The God Who Sees: Immigrants, the Bible, and the Journey to Belong
By Karen González*
Reviewed by Elizabeth Jarrett Andrew
Herald Press, 2019, 200 pp.
Personal narrative at its best is an act of generosity. “Here are my eyes, my body, my thoughts and emotions,” the writer of memoir says to the reader; “Here is my experience in the form of a story so for a brief spell you can inhabit a life other than your own.” Memoir is an invitation to empathy, not for the sake of bolstering the writer’s ego but for the purpose of creating a place where writer’s and reader’s hearts can meet.
In The God Who Sees, Karen González shares her immigration stories in this spirit. She looks through childhood memories of stumbling on a dead man in Guatemala, of her grandmother fending off a mugger with a switchblade on the streets of L.A., of eventually feeling alienated from her family as English became her primary language, to the gifts and hardships of immigrants everywhere, and beyond these to God’s presence in our midst. Immigrants, González shows us, are God’s image-bearers.
But she’s not playing for our sympathy. She applies her personal stories and accounts of the immigrants she works with at World Relief directly to Biblical narratives (that of Ruth, Abraham, Hagar, Joseph, the Syrophoenician woman, and, of course, the holy family). Hermeneutics, a pastor once shared in a children’s sermon, are basically the different pairs of glasses we wear to read scripture. González has written a hermeneutics of immigration.
González has written a hermeneutics of immigration.
Which might be pedantic were it not grounded in her personal narrative. González’s voice is warm, moving, and down-to-earth, much like the “kitchen theology” of her abuelitas; her stories are exceptional and ordinary, wrenching and kind.
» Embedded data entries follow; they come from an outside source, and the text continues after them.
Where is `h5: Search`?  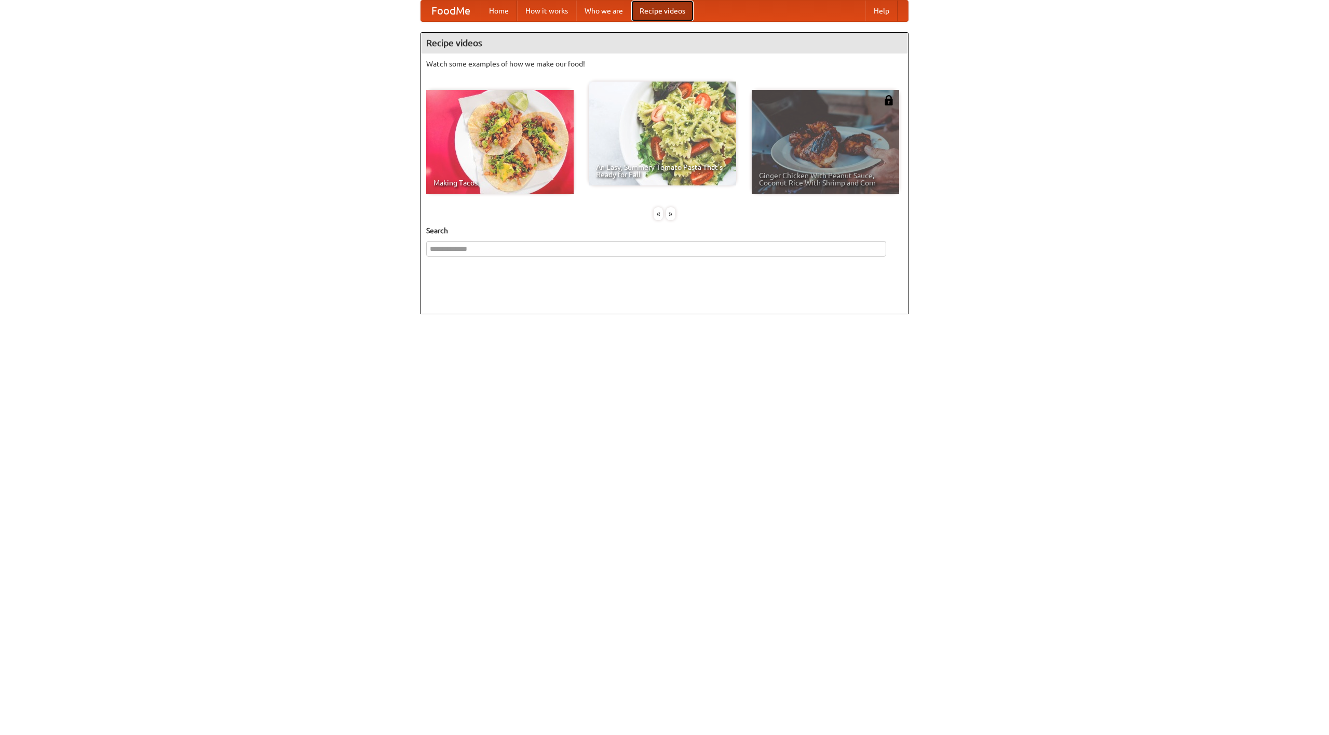 h5: Search is located at coordinates (665, 231).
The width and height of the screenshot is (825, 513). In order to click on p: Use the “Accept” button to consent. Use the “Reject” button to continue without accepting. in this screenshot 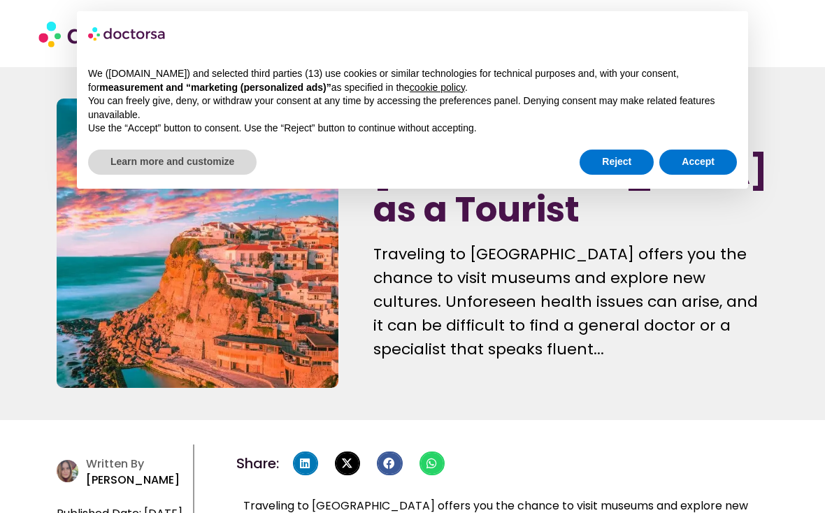, I will do `click(412, 129)`.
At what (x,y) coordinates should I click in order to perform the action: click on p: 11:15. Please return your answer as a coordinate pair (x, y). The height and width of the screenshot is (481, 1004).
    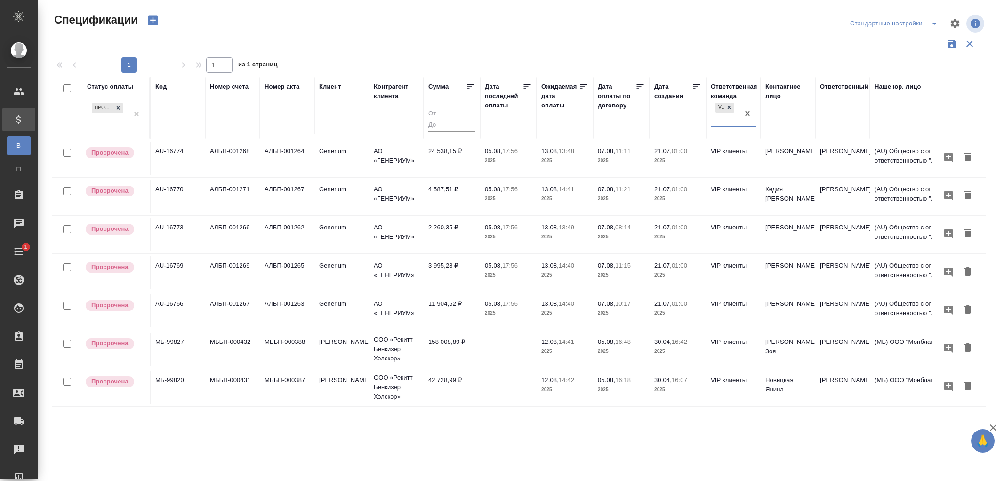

Set beside well-worn Biblical narratives, González’s memories become a lens for seeing God’s word with new eyes. Within two years of arriving in the United States, every adult in González’s family was the victim of crime, and in the case of her mother who was pistol-whipped during a mugging, the $700 emergency room bill added insult to injury. Suddenly the story of Joseph being sold by his brothers into slavery, subjected to false accusations, and thrown into jail for a crime he didn’t commit becomes fresh. “Vulnerable people may present themselves before us in great need and in a strange façade that we fear: a hijab, a sari, a sombrero,” González says, and their very vulnerability is a face of God.
As a third-generation European-American woman, I read this book with increasing humility—my perspective on the lives of these Biblical characters has been woefully askew. Welcome and belonging are overarching Biblical themes. Immigrant experiences of displacement, vulnerability, injustice, separation, and blind trust are ubiquitous in scripture. González had this discovery as well: “Reading the Bible through the lens of the outsider taught me truths that I lost when I relied on the readings of the dominant culture… I began to see clearly that God sees, loves, and embraces the Hagars of the world and commands us to do the same.” She touches on the timeless essence of the stories—how Christ invariably appears as “the least of these,” beckoning for a drink. “Christians seeking to live lives faithful to the Scriptures have no choice but to welcome immigrants, trusting in the abundance of God’s economy.”
Set beside well-worn Biblical narratives, González’s memories become a lens for seeing God’s word with new eyes.
When Biblical scholars, theologians, and ministers ground their work in personal narrative, they do us all a service. Exposition speaks to the head; stories speak to the heart. Story is humanity’s first meeting place. And memoir helps us be up front with others about the lens we bring to bear on the world. Kudos to González for sharing her lens at a time when it’s sorely needed.
*Karen González was a participant in the Collegeville Institute’s Writing for Mystic Activists regional writing workshop in May 2019.